A History of Western Philosophy

(Martin Jones) #1

is true although in fact A does not exist. I have always found that the hypothesis of Santa Claus
"works satisfactorily in the widest sense of the word"; therefore "Santa Claus exists" is true,
although Santa Claus does not exist. James says (I repeat): "If the hypothesis of God works
satisfactorily in the widest sense of the word, it is true." This simply omits as unimportant the
question whether God really is in His heaven; if He is a useful hypothesis, that is enough. God the
Architect of the Cosmos is forgotten; all that is remembered is belief in God, and its effects upon
the creatures inhabiting our petty planet. No wonder the Pope condemned the pragmatic fence of
religion.


We come here to a fundamental difference between James's religious outlook and that of religious
people in the past. James is interested in religion as a human phenomenon, but shows little interest
in the objects which religion contemplates. He wants people to be happy, and if belief in God
makes them happy let them believe in Him. This, so far, is only benevolence, not philosophy; it
becomes philosophy when it is said that if the belief makes them happy it is "true." To the man
who desires an object of worship this is unsatisfactory. He is not concerned to say, "If I believed in
God I should be happy"; he is concerned to say, "I believe in God and therefore I am happy." And
when he believes in God, he believes in Him as he believes in the existence of Roosevelt or
Churchill or Hitler; God, for him, is an actual Being, not merely a human idea which has good
effects. It is this genuine belief that has the good effects, not James's emasculate substitute. It is
obvious that if I say " Hitler exists" I do not mean "the effects of believing that Hitler exists are
good." And to the genuine believer the same is true of God.


James's doctrine is an attempt to build a superstructure of belief upon a foundation of scepticism,
and like all such attempts it is dependent on fallacies. In his case the fallacies spring from an
attempt to ignore all extra-human facts. Berkeleian idealism combined with scepticism causes him
to substitute belief in God for God, and to pretend that this will do just as well. But this is only a
form of the subjectivistic madness which is characteristic of most modern philosophy.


▶ [WHAT IS EXPECTED]:
Copy each line of the data below in which the word "vblock" can be found.
THE DATA Start Marker
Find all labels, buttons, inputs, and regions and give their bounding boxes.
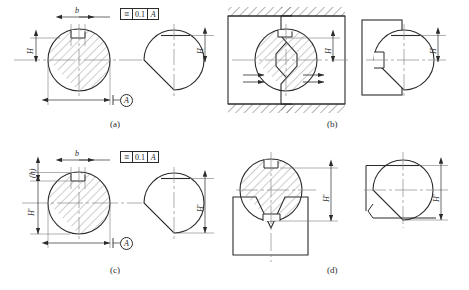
panel-c-section-view xyxy=(22,160,142,248)
panel-d xyxy=(233,152,448,262)
dimension-label-b-c: b xyxy=(75,149,79,158)
panel-c xyxy=(22,160,214,248)
dimension-label-Hp-d-left: H′ xyxy=(322,194,331,202)
panel-b-right-view xyxy=(362,20,446,96)
vblock-clip-d-right xyxy=(368,204,380,218)
symmetry-symbol-icon: ≡ xyxy=(121,9,133,19)
datum-reference-a: A xyxy=(148,9,158,19)
panel-caption-d: (d) xyxy=(327,265,338,275)
tolerance-value-c: 0.1 xyxy=(133,152,148,162)
panel-caption-a: (a) xyxy=(110,119,120,129)
panel-d-right-view xyxy=(364,152,448,228)
dimension-label-b-a: b xyxy=(75,6,79,15)
hatch-wall-top-right-b xyxy=(281,7,345,16)
drawing-canvas xyxy=(0,0,469,290)
hatch-wall-bottom-right-b xyxy=(281,104,345,113)
panel-caption-b: (b) xyxy=(327,119,338,129)
dimension-label-H-a-right: H xyxy=(196,48,205,54)
vblock-relief-d xyxy=(263,214,280,221)
dimension-label-Hp-c-right: H′ xyxy=(196,204,205,212)
feature-control-frame-c: ≡ 0.1 A xyxy=(120,151,159,163)
feature-control-frame-a: ≡ 0.1 A xyxy=(120,8,159,20)
dimension-label-Hp-c-left: H′ xyxy=(27,208,36,216)
symmetry-symbol-icon: ≡ xyxy=(121,152,133,162)
dimension-label-Hp-d-right: H′ xyxy=(432,194,441,202)
datum-reference-c: A xyxy=(148,152,158,162)
panel-caption-c: (c) xyxy=(110,265,120,275)
engineering-drawing-sheet: ≡ 0.1 A ≡ 0.1 A A A b H H H H (h) b H′ H… xyxy=(0,0,469,290)
datum-feature-symbol-c: A xyxy=(120,237,133,250)
panel-b xyxy=(228,7,446,113)
panel-a-right-view xyxy=(144,24,214,96)
dimension-label-h-c: (h) xyxy=(28,169,37,178)
panel-d-vblock-view xyxy=(233,152,338,262)
datum-feature-symbol-a: A xyxy=(120,94,133,107)
tolerance-value-a: 0.1 xyxy=(133,9,148,19)
panel-c-right-view xyxy=(144,167,214,239)
dimension-label-H-a-left: H xyxy=(26,48,35,54)
dimension-label-H-b-left: H xyxy=(324,48,333,54)
dimension-label-H-b-right: H xyxy=(429,48,438,54)
panel-b-fixture-view xyxy=(228,7,348,113)
panel-a xyxy=(14,17,214,105)
panel-a-section-view xyxy=(14,17,142,105)
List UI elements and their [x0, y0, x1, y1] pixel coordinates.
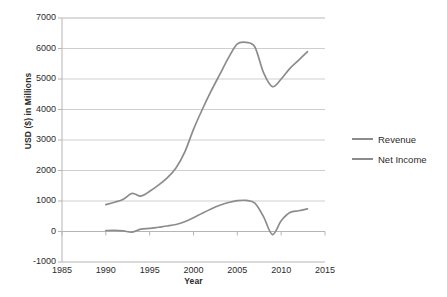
- y-tick-marks: [58, 18, 62, 262]
- line-chart: 70006000500040003000200010000-1000 19851…: [0, 0, 447, 297]
- x-tick-label-text: 2005: [217, 266, 257, 275]
- chart-legend: Revenue Net Income: [352, 131, 444, 171]
- x-tick-label-text: 2015: [305, 266, 345, 275]
- legend-label-net-income: Net Income: [378, 154, 427, 165]
- y-tick-label-text: 5000: [36, 74, 56, 83]
- y-tick-label-text: 7000: [36, 13, 56, 22]
- y-tick-label-text: 2000: [36, 166, 56, 175]
- x-tick-label-text: 2000: [174, 266, 214, 275]
- x-tick-label-text: 1995: [130, 266, 170, 275]
- x-tick-label-text: 2010: [261, 266, 301, 275]
- y-tick-label-text: 0: [51, 227, 56, 236]
- x-axis-title: Year: [62, 276, 325, 286]
- y-tick-label-text: 6000: [36, 44, 56, 53]
- data-series-group: [106, 42, 308, 235]
- y-axis-title: USD ($) in Millions: [23, 31, 33, 191]
- gridlines: [62, 18, 325, 232]
- legend-item-net-income: Net Income: [352, 151, 444, 167]
- legend-line-swatch-net-income: [352, 158, 373, 160]
- y-tick-label-text: 4000: [36, 105, 56, 114]
- x-tick-label-text: 1985: [42, 266, 82, 275]
- legend-line-swatch-revenue: [352, 138, 373, 140]
- x-tick-marks: [62, 232, 325, 236]
- x-tick-label-text: 1990: [86, 266, 126, 275]
- legend-item-revenue: Revenue: [352, 131, 444, 147]
- y-tick-label-text: 1000: [36, 196, 56, 205]
- legend-label-revenue: Revenue: [378, 134, 416, 145]
- y-tick-label-text: 3000: [36, 135, 56, 144]
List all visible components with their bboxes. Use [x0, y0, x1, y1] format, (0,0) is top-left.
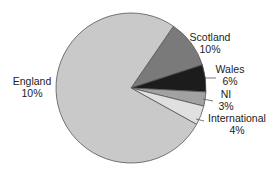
label-international: International4% — [208, 112, 266, 136]
pie-slices — [56, 13, 206, 163]
label-name: England — [13, 75, 52, 87]
label-name: Scotland — [190, 31, 231, 43]
label-ni: NI3% — [218, 88, 233, 112]
label-name: Wales — [216, 63, 245, 75]
pie-chart: Scotland10%Wales6%NI3%International4%Eng… — [0, 0, 278, 172]
label-england: England10% — [13, 75, 52, 99]
label-percent: 6% — [222, 75, 237, 87]
label-name: International — [208, 112, 266, 124]
label-percent: 10% — [21, 87, 42, 99]
label-percent: 10% — [199, 43, 220, 55]
label-name: NI — [221, 88, 232, 100]
label-wales: Wales6% — [216, 63, 245, 87]
label-percent: 3% — [218, 100, 233, 112]
label-percent: 4% — [229, 124, 244, 136]
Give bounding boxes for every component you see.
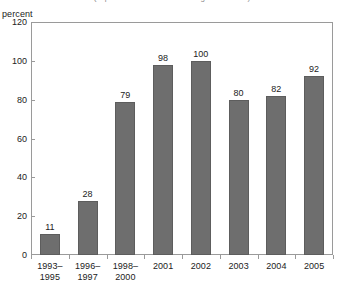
- x-axis-tick-mark: [182, 255, 183, 259]
- x-axis-label-line: 2005: [291, 261, 337, 272]
- x-axis-tick-mark: [258, 255, 259, 259]
- bar-value-label: 92: [296, 64, 332, 74]
- x-axis-tick-mark: [31, 255, 32, 259]
- bar-value-label: 11: [32, 222, 68, 232]
- bar-slot: 98: [145, 22, 181, 255]
- bar-chart: (in percent of households using the Inte…: [0, 0, 341, 290]
- bar-slot: 92: [296, 22, 332, 255]
- x-axis-tick-mark: [144, 255, 145, 259]
- y-axis-tick-label: 80: [1, 96, 27, 105]
- x-axis-tick-mark: [107, 255, 108, 259]
- bar-slot: 79: [107, 22, 143, 255]
- x-axis-tick-mark: [220, 255, 221, 259]
- y-axis-tick-label: 0: [1, 251, 27, 260]
- x-axis-category-label: 2005: [291, 261, 337, 272]
- bar-slot: 80: [221, 22, 257, 255]
- bar-value-label: 100: [183, 49, 219, 59]
- bar-slot: 11: [32, 22, 68, 255]
- bar-slot: 100: [183, 22, 219, 255]
- bar[interactable]: [115, 102, 135, 255]
- x-axis-tick-mark: [69, 255, 70, 259]
- bar-value-label: 28: [70, 189, 106, 199]
- bar[interactable]: [40, 234, 60, 255]
- bar-slot: 82: [258, 22, 294, 255]
- y-axis-tick-label: 60: [1, 135, 27, 144]
- bars-layer: 11287998100808292: [31, 22, 333, 255]
- bar[interactable]: [304, 76, 324, 255]
- bar[interactable]: [78, 201, 98, 255]
- x-axis-tick-mark: [333, 255, 334, 259]
- bar-value-label: 80: [221, 88, 257, 98]
- bar-value-label: 79: [107, 90, 143, 100]
- bar[interactable]: [191, 61, 211, 255]
- x-axis-tick-mark: [295, 255, 296, 259]
- y-axis-tick-label: 100: [1, 57, 27, 66]
- bar-slot: 28: [70, 22, 106, 255]
- y-axis-tick-label: 20: [1, 212, 27, 221]
- bar[interactable]: [266, 96, 286, 255]
- chart-title: (in percent of households using the Inte…: [52, 0, 292, 2]
- bar-value-label: 98: [145, 53, 181, 63]
- bar-value-label: 82: [258, 84, 294, 94]
- y-axis-tick-label: 40: [1, 173, 27, 182]
- y-axis-tick-label: 120: [1, 18, 27, 27]
- bar[interactable]: [153, 65, 173, 255]
- bar[interactable]: [229, 100, 249, 255]
- x-axis-label-line: 2000: [102, 272, 148, 283]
THE DATA End Marker
▶ [RESULT FOR THIS EXERCISE]:
vblock-clip-d-right xyxy=(368,204,380,218)
vblock-relief-d xyxy=(263,214,280,221)
panel-d-vblock-view xyxy=(233,152,338,262)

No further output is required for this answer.